Sunday, January 15, 2006

 

The Weturn of Wunca Wob

I was once an awe-inspiring figure in the lives of a certain population demographic; a towering monument of a human being with a commanding voice and broad back that inspired awe and made for a makeshift amusement park ride.

This particular focus group was the 4-year-old daughter and 2-year-old son of my oldest sister Kathy. Their names are Morgan and Michael Sizemore, and I will always look back fondly as to how Morgan has addressed me up till now: as Wunca Wob.

“Wunca Wob!” she would say as she invited me to kneel on the floor and play Roll the Big Red Plastic Ball Across the Floor, either for sport or perhaps just exhibition, I’m not sure. About 15 second later, when that became less interesting, she would call out, “Wunca Wob, c’mea!”* and invite me to come play with toy cars, or maybe her dolls.

She would say “Wunca Wob!” when the family had a present to give me and she was entrusted with the honor of presenting it. She would call “Wunca Wob?” in a tone of confusion bordering on betrayal when I had the gall to nap on Saturday afternoons recovering from a week’s work, rather than fulfill my constantly-paying-attention-to-Morgan duties. Sometimes, she would call it out for no apparent reason.

“Wunca Wob!” she would say.

At this juncture, since she had said these two words no less than three dozen times since I had arrived at their home in Alabama or she to our home in Tennessee, I would reply “Yes, Morgan?” in voice betraying slight exasperation.

“You scawy,” she would reply.

I single Morgan out because her little brother Michael only recently began talking, and the few times he has addressed me it sounded more like a single word, perhaps a solitary syllable: “Uncrob” or something similar. My middle sister Betsey has three daughters, but lives in Miami, so I have seen little of them and they almost, or literally none of me.

But in the eyes of Morgan and Michael my standing has been colossal, built up by our occasional visits to Birmingham or theirs to Paris. The last time I saw them was this past Fourth of July, when Kathy brought the younglings and we drove to Murray to watch the fireworks, not realizing we had placed our lawn chairs beside a dead cat until it was far, far too late.

“What wong with the kitty?” Morgan asked, more than once.

“The kitty died, Morgan,” I would say. “Stay away from the kitty.”

“Why?” she would ask.

“Because touching dead animals can make you sick,” I would say.

“Why?” she would continue to probe, exposing the shameful shortcomings of my original explanation.

So, I would filibuster. “Because…hey, who wants a horsey ride?!” And I, a 200-pound 25-year-old seeking a master’s degree in English writing/rhetoric, would transform before the eyes of onlookers into a kind of four-legged creature genetically designed to please children while wearing a polo shirt. Naturally, Michael would also want on, and I would indulge the both of them for as long as two-and-a-half minutes. This is the maximum length of time I could sustain them both before one of them would fall off, begin to cry and all attention duties would instantly transition back to Kathy.

Now that I’m in Korea, I miss this. I really miss this because I don’t know what I’ll be coming back to, even if I choose not to renew my one-year teaching contract, which expires in September. Morgan and Michael are the progeny of a doctor and a highly attentive mother, and children are expected to know so much so quickly now days. Whose to say what they’re learning while I’m gone and how much they’ll grow. They might even, I shudder to think, learn how to pronounce the “r” sound.

My return may start pleasantly enough when I go to visit them in their new home in Chattanooga, and greet them by getting down on my knees, smiling extra big and saying, “Hey guys, remember me, Uncle Rob?” only to have Morgan reply: “Indeed, your avuncular contributions are not forgotten.”

“However, I must say this current conduct is most ungentlemanly.”

I mean, look at how much progress she’s already made. Four years ago, Morgan was just a protrusion in my sister’s belly, while three years ago she was a hairless, weightless creature who would stare off into space while I held her and muttered, “Fine, don’t look me when I talk to you, you’re just like every other female!”

Considering where she came from, I think “You scawy” is real progress. By the time I return, I may not be “Wunca Wob” any more; I’ll just be Person No. 3,000,000,079 to shake my head and mutter, “They grow up so fast.”

*“Uncle Rob, come here” is how I always translated this phrase, but you need not be limited to my interpretation.

Comments:
Great post Wob. I think that was a very touching account. we miss you too.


◆ **REQUIRED ACTION**: Go through the listing and copy each line that has the string "note" in it.
[INFORMATION PROVIDED]
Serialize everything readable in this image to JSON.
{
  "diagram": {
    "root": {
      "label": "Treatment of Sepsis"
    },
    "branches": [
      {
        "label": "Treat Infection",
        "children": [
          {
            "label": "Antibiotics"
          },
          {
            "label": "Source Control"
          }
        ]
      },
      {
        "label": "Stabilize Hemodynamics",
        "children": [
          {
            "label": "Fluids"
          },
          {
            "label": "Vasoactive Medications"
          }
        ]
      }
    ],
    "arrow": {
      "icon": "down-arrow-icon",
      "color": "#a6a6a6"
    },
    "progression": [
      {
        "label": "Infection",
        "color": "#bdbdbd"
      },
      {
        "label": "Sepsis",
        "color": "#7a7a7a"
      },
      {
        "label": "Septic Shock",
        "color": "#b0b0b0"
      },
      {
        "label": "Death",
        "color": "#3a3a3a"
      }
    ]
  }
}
[/INFORMATION PROVIDED]
[INFORMATION PROVIDED]
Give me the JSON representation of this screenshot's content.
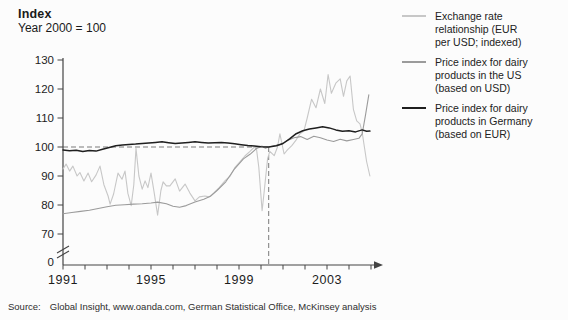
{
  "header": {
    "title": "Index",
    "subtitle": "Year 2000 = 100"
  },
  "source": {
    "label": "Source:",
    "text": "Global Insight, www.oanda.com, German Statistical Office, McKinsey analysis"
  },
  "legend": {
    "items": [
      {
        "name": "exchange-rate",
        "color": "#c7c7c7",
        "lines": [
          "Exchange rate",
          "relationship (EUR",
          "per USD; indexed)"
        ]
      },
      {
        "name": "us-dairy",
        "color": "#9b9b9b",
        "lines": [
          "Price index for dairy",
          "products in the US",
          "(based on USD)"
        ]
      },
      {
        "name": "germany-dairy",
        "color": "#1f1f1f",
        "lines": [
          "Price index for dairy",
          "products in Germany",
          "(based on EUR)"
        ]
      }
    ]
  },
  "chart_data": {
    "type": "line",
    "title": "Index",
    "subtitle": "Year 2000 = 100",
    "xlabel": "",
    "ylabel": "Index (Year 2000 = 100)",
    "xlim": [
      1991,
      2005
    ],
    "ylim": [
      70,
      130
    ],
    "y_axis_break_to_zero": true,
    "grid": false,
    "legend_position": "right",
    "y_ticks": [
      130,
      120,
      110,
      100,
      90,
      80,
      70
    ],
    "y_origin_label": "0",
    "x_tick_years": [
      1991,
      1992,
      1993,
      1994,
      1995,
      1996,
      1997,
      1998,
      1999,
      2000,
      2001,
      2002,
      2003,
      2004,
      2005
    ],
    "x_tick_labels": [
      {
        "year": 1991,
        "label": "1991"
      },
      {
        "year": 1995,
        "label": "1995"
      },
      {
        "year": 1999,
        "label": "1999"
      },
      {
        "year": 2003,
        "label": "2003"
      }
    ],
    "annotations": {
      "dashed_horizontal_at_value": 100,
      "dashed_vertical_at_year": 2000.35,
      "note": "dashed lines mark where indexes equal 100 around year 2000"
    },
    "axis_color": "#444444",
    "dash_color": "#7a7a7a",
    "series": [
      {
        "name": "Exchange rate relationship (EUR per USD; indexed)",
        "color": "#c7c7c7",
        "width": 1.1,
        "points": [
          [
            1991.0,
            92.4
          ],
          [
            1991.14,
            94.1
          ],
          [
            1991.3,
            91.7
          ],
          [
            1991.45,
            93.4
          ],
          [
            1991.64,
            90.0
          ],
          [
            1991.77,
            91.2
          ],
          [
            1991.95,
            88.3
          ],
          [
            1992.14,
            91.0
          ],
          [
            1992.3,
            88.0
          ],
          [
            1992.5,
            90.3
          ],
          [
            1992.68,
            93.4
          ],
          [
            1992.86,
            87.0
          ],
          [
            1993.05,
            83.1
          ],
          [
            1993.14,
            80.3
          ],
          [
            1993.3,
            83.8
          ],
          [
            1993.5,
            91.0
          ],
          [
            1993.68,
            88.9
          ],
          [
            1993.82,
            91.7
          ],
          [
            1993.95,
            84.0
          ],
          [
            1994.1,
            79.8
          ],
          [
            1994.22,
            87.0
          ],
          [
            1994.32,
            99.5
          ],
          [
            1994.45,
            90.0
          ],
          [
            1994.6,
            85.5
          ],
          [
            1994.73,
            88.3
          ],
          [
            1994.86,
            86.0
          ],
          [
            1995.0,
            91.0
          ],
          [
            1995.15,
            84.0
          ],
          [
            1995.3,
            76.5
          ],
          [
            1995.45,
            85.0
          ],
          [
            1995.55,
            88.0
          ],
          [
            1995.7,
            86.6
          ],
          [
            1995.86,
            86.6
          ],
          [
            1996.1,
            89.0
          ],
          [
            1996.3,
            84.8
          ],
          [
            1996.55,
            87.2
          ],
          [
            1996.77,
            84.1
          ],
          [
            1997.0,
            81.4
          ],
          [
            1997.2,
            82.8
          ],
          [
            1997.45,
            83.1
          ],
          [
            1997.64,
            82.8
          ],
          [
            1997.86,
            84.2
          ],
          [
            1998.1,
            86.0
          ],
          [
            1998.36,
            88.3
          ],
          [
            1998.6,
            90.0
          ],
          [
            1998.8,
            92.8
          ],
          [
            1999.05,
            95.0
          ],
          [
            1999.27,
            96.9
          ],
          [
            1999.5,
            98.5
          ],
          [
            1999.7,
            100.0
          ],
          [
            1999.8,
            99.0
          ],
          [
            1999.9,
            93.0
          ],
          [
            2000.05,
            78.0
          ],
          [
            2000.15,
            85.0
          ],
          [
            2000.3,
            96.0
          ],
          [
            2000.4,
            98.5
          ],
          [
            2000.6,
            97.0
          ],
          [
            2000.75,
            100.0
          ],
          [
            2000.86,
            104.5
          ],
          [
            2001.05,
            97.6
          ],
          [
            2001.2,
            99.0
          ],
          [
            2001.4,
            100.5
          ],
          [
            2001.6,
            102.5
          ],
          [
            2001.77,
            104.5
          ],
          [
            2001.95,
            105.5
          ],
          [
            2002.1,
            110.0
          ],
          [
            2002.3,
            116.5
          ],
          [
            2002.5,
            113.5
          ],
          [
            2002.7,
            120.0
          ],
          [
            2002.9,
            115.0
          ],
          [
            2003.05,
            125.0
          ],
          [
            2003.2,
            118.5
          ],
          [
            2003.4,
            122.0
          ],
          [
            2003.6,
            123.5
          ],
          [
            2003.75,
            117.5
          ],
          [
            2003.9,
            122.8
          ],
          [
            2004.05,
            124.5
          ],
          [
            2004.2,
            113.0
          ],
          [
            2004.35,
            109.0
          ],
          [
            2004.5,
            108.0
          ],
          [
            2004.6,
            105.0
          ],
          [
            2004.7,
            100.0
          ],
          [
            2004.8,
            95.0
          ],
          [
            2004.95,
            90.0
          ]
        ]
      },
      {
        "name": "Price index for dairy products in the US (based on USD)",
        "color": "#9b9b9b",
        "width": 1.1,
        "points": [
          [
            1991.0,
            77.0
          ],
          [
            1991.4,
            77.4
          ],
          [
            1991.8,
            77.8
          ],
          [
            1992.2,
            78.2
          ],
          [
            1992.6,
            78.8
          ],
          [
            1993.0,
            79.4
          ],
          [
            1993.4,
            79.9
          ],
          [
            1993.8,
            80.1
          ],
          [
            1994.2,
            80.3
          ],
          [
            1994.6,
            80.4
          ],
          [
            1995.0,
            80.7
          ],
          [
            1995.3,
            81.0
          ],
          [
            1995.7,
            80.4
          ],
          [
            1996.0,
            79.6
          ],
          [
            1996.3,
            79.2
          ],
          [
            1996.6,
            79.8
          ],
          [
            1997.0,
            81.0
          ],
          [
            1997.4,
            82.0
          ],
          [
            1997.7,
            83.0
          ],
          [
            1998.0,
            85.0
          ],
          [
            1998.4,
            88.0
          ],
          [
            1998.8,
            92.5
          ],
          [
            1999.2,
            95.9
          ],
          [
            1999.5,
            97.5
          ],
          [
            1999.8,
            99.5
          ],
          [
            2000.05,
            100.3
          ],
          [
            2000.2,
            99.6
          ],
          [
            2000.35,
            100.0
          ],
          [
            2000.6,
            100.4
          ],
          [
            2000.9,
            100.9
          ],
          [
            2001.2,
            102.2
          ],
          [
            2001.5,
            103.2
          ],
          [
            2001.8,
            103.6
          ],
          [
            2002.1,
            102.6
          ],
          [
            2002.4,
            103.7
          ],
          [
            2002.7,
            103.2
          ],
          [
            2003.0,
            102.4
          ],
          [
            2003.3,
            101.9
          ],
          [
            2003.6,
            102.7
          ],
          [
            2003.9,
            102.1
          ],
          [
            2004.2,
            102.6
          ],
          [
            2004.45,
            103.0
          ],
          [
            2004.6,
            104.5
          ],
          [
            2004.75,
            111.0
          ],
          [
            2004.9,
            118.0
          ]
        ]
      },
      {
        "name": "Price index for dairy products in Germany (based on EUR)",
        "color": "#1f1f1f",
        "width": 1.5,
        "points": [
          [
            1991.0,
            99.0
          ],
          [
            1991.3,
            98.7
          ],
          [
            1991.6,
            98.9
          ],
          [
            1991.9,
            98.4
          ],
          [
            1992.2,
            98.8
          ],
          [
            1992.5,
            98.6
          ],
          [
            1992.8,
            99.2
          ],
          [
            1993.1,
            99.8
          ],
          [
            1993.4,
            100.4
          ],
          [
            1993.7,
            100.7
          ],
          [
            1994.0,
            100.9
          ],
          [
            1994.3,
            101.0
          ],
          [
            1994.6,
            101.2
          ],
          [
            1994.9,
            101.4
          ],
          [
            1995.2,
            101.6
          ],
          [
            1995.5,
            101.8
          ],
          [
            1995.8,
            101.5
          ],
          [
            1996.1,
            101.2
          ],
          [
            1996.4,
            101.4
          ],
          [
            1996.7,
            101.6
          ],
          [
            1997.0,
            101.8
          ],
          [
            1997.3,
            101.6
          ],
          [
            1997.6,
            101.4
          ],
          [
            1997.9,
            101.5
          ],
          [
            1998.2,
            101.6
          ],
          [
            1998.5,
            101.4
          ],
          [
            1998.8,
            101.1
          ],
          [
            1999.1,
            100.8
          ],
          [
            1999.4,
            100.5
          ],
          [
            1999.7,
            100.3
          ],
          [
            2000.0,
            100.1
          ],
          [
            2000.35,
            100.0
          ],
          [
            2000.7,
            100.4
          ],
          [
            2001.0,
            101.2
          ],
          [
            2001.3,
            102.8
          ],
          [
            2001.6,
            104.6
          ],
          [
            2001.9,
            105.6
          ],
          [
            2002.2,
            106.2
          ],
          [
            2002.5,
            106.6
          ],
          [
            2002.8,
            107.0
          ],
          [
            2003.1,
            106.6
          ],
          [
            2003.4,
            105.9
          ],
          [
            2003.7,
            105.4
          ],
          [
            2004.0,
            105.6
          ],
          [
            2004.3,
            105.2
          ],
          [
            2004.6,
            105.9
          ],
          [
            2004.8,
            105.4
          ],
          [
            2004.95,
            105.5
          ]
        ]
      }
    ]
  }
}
[/INFORMATION PROVIDED]
[INFORMATION PROVIDED]
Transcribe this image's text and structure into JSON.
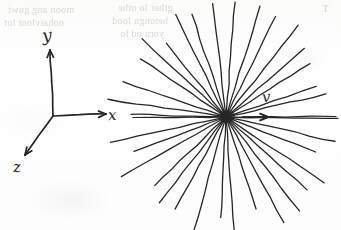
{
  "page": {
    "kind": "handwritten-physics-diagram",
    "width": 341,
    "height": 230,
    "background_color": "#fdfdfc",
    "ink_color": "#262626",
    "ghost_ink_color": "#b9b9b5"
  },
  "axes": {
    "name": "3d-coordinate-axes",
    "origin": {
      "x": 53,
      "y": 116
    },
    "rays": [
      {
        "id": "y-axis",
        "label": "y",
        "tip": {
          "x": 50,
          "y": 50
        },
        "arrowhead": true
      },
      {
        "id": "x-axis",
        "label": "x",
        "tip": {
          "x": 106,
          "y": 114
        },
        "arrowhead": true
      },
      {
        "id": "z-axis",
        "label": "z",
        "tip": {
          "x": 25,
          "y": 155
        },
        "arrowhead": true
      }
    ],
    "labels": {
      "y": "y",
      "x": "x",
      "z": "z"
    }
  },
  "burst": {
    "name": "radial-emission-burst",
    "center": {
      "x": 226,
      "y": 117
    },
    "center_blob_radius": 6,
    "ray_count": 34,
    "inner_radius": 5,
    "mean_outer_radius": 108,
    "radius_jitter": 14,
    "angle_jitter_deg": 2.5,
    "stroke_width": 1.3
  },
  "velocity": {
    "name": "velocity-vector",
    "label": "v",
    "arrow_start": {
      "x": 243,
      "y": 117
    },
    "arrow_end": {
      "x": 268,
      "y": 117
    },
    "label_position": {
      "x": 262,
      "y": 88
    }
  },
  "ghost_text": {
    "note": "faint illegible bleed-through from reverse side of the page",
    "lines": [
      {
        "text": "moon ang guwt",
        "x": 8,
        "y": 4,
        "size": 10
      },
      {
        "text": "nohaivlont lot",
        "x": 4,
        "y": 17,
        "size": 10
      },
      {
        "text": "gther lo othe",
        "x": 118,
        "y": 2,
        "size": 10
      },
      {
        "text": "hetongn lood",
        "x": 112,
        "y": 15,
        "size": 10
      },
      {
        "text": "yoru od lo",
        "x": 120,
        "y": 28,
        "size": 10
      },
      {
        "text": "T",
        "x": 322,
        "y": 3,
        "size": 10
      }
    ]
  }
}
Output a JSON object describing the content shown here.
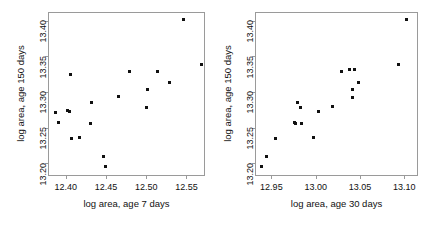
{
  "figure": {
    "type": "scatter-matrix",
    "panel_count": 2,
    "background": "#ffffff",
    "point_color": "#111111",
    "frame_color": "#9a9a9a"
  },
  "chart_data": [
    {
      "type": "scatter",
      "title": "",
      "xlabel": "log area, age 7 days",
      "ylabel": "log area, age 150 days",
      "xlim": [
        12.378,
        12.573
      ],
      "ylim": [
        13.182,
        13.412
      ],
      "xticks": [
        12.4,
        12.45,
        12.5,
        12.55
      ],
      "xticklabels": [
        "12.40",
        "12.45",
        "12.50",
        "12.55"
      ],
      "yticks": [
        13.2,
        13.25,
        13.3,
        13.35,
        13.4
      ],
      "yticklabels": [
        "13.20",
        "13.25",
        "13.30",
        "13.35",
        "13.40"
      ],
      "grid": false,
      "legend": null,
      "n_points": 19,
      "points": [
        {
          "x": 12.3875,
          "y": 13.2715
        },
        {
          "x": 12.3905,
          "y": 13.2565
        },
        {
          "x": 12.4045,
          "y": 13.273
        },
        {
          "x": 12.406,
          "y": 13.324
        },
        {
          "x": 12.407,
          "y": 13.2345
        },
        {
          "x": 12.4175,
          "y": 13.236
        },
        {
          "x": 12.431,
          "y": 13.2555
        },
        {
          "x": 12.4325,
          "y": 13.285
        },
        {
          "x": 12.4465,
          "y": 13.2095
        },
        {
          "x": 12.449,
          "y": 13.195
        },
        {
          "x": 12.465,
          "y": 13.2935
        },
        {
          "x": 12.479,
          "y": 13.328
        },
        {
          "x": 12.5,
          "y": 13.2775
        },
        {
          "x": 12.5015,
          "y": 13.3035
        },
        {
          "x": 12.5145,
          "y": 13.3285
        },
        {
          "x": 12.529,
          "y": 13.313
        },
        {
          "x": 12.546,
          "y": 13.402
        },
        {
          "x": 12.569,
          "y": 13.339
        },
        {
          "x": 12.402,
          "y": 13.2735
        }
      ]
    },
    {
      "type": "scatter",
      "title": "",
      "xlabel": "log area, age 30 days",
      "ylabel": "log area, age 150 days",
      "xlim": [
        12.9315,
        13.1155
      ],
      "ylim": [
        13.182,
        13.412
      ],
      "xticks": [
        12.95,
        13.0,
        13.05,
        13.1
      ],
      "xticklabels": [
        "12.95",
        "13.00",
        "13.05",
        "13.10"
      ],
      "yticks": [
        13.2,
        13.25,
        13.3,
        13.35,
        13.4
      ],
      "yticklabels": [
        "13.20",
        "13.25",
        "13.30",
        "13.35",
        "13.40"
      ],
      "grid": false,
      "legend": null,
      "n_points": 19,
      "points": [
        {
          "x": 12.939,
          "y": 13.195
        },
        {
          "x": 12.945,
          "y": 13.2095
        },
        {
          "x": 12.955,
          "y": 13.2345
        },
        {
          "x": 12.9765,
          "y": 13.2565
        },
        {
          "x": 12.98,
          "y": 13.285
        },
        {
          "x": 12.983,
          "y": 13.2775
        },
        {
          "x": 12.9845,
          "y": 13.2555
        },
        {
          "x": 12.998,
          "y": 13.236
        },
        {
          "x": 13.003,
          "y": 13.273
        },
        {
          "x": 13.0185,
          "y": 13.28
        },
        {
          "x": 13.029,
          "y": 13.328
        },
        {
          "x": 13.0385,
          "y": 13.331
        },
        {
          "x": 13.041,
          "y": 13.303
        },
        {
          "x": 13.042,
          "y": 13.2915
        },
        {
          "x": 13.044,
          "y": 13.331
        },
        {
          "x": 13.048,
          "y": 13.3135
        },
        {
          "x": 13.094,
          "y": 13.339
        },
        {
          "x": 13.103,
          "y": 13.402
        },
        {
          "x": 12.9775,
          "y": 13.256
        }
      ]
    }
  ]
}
[/INFORMATION PROVIDED]
◆ **WRITTEN SOLUTION**:
      "note": "dashed lines mark where indexes equal 100 around year 2000"
    "note": "faint illegible bleed-through from reverse side of the page",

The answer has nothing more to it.